MOUTHFUL unearths echoes, rhymes, and dissonances across the past 50 years of cultural production. How and why do artists continue to turn to language as material? How and why do writers continue to turn towards visual practices to investigate language?  What sound does meaning make? What shapes do our mouths take? Curated by Vox Populi’s director, Blanche Brown, MOUTHFUL picks up these familiar questions and shakes them out: see what falls though May 1- June 14th 2026

Featuring: Robert Carey, Theresa Hak Kyung Cha, China Rain Chung, Logan Cryer, Catia Colagioia, Jordan Deal, Lucia Garzón, Mona Gazala, Rachel Hsu, Tan Lin, M Slater, Lea Devon Sorrentino, Cecilia Vicuña, Eva Wu, Connie Yu, Janet Zweig

Janet Zweig, “Mind Over Matter”, 1993, Computer, printer, paper, rock, rope, pulleys, basket

From the label for Janet Zweig‘s Mind Over Matter, pictured above:

The computer was fed three sentences:

I think therefore I am – Descartes

I what I am – Popeye

I think I can – The Little Engine That Could

It randomly generates sentences from the parts. Text slowly lifts rock.
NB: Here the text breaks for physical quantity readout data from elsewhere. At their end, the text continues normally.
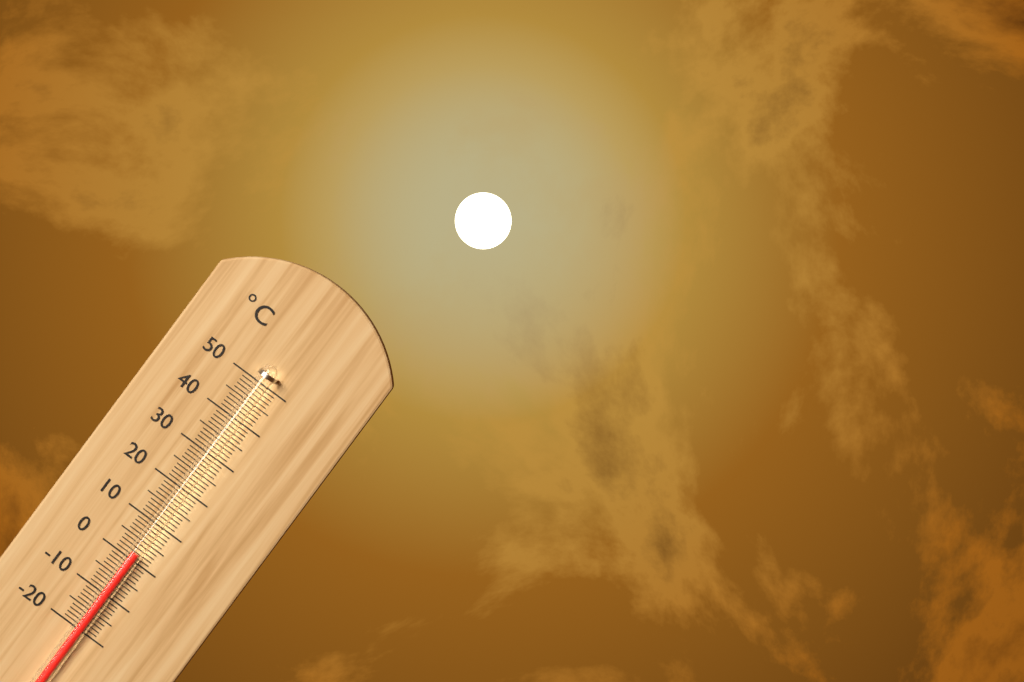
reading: 2 °C
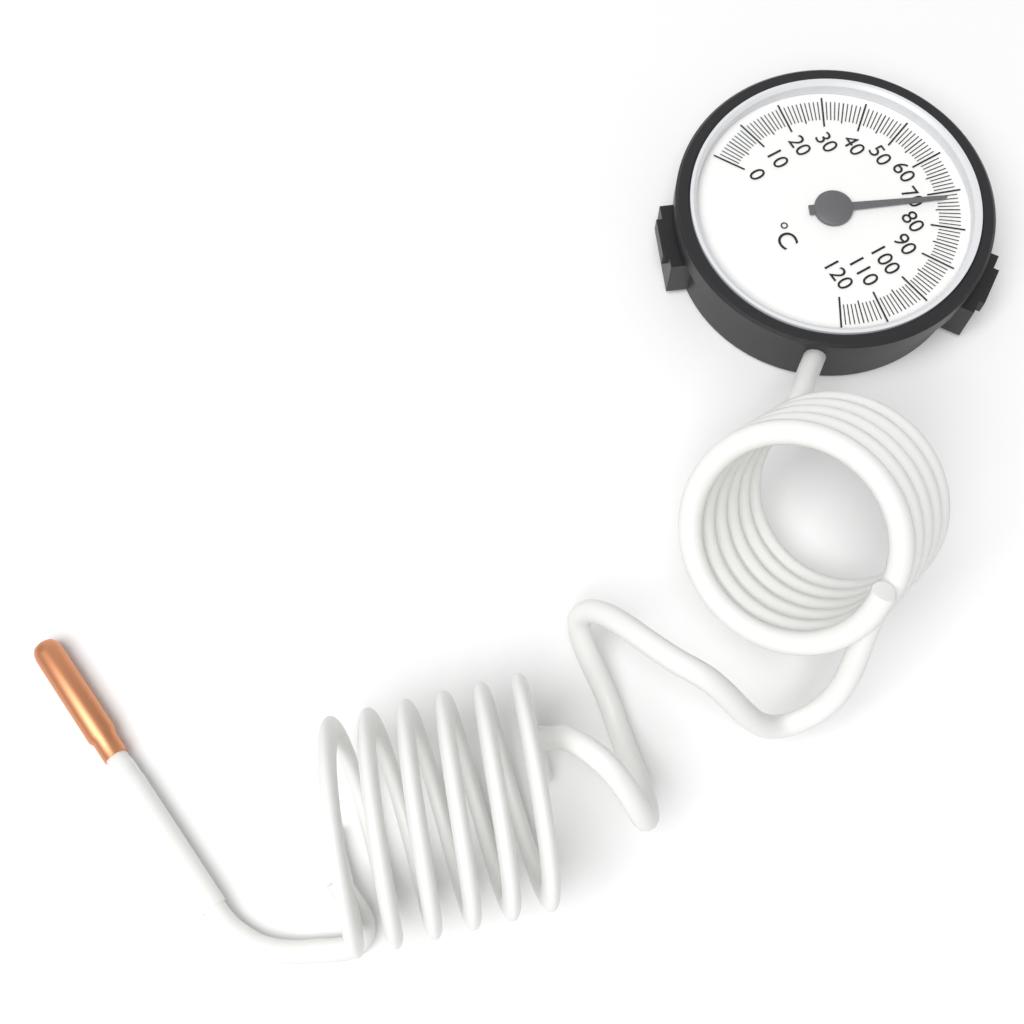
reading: 72 °C
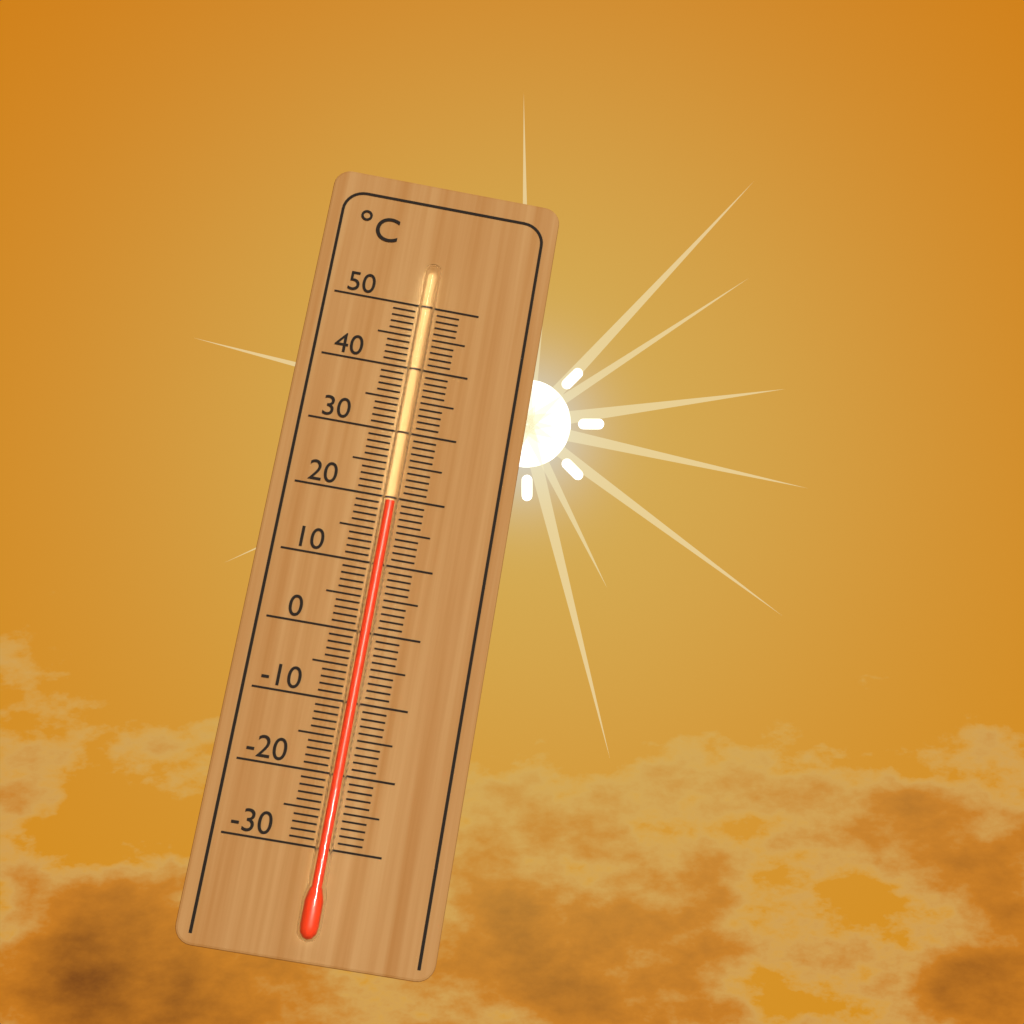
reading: 19 °C
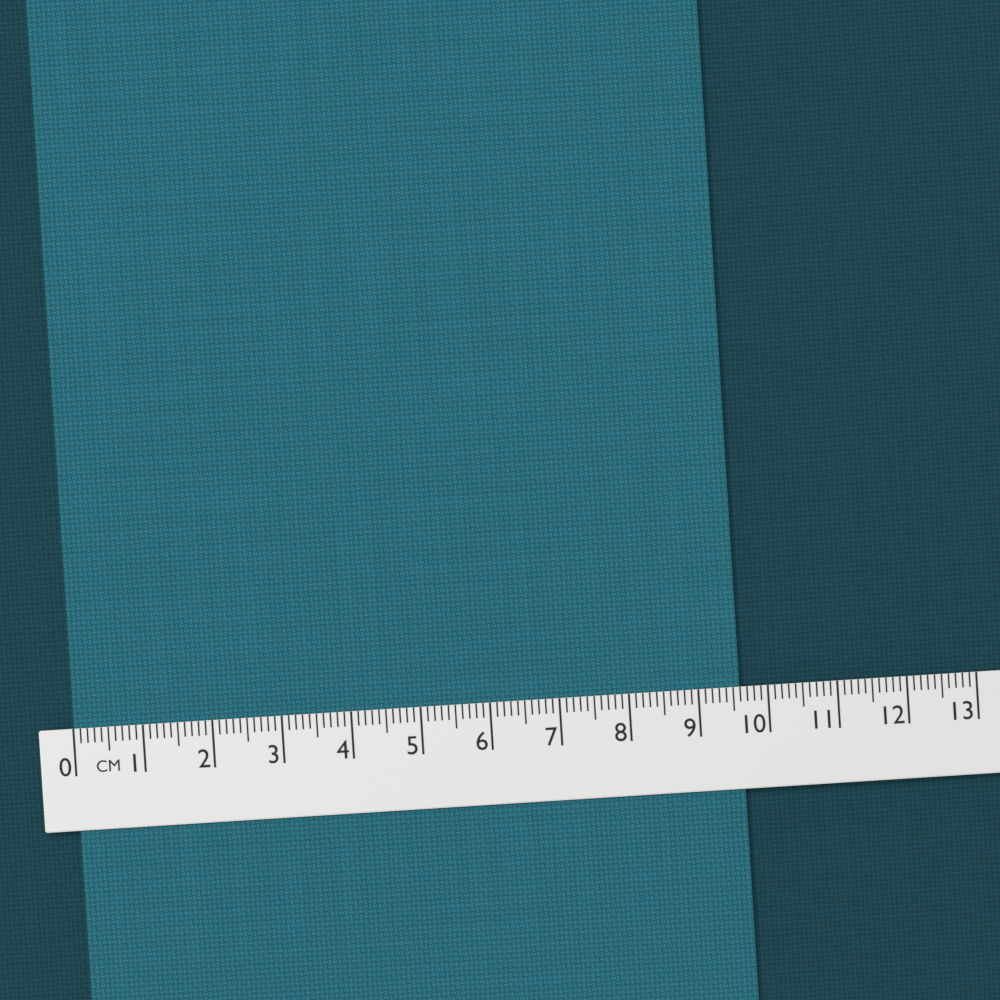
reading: 9.6 cm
Rachel Hsu, “Fetch the Moon from the Seabed(海底撈月)”, Inkjet prints on kozo, two from series

Pictured are two prints from Rachel Hsu‘s Fetch the Moon from the Seabed(海底撈月), a series that was on two walls of the gallery. Click on the image to enlarge.

Written on the information card beside the work:

Fetch the Moon from the Seabed(海底撈月), a long-form poem, investigates yearning and migration through language and translation. Taking the form of a Chinese language-learning workbook, the poem reveals the emotional and physical exertion that speaking a second language and cultural assimilation requires.

Logan Cryer, “How I Understand It All”, 2021-2026, Retired family basketball backboard

The words on the tape read: “If I turn around and speak by showing the back of my head, I am honestly telling you how I understand it all”.